Perhaps the most remarkable aspect of the festival was the hopeful, pro-active attitude of the 500 or more visitors. Those already aware of the importance of seeds came together with those making this discovery for the first time over the course of the weekend. Both threw their backs into the effort to protect and revive seed diversity and seed sovereignty, recognising these as the pre-requisites for food sovereignty itself.

Initiatives ranging from the immediately tangible to tackling the complexities of international policy popped up throughout the weekend.

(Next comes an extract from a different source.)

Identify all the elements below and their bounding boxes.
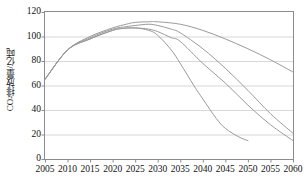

Mini anti-GMO demonstrations organised by Beyond GM and Wholefood Action were staged on the riverside opposite parliament. The Heritage Seed Library and others offered the chance for people to take away endangered seeds while workshops, such as that held by Guardian blogger Kim Stoddart, encouraged and empowered people to save and share seeds.

Bringing people together around the totem of seed, the Great Seed Festival is already bearing fruit. Since the festival weekend a new LWA South West Seed Saving Co-op has been born, thousands of seeds not found in any regular catalogue have been stored away for the sowing season and discussions are already beginning about what comes next.

The festival has demonstrated that when people locate the seed within their own lives and see how it’s sovereignty or control affects our food supply and the lives of farmers worldwide, they want to protect it.

Check out The Great Seed Festival website:www.greatseedfestival.co.uk and follow them on twitter @greatseedfest

Photographs by Tom Groves. Video coming soon!